Because the women’s program has such an emphasis on building connection, it seemed essential that the new building have plenty of spaces where participants can gather. 

“The women at The Retreat were telling us, ‘We need more space to socialize. We want our own fitness center, our own yoga and meditation room,’” Curtiss said. 

The building also has its own unique look and feel. 

“The original men’s center has lots of dark woods,” Curtiss explained. “I like that feel, so when we started the design for the Women’s Center, we had dark wood in there, too. But when they heard that, the women pulled me aside and said, ‘We want light woods. We want it to feel airy and open.’ Because of that, the whole space is very different. It is a very warm, nurturing environment. It’s brighter, with more inviting open spaces.” 

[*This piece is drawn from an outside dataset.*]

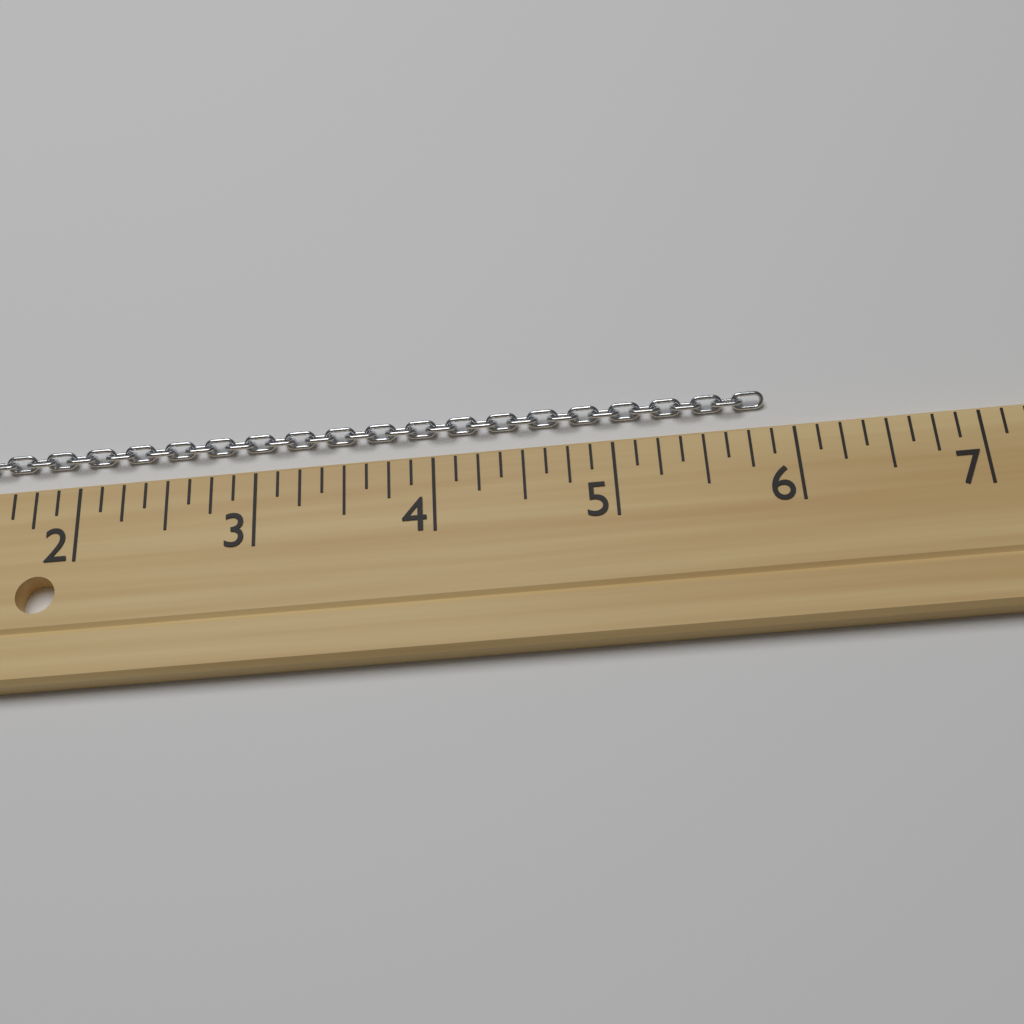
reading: 5.875 (no unit)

Bramscher said that she feels the new building goes a long way toward acknowledging and addressing the serious issue of women’s addiction. She’s doing her part in that effort, too. She works part time at The Retreat as a retreat assistant, and she’s back in school, enrolled at Minneapolis College in the licensed alcohol and drug counselor program.  

“So many women, myself included, try to tackle addiction alone,” Bramscher said.  “I think with this new center, The Retreat is addressing that problem and saying, ‘You don’t have to do this alone. This is what we do and how we do it. If you want a life like this you can have it.’ Thanks to The Retreat, that’s the kind of life I’ve been able to create for myself.”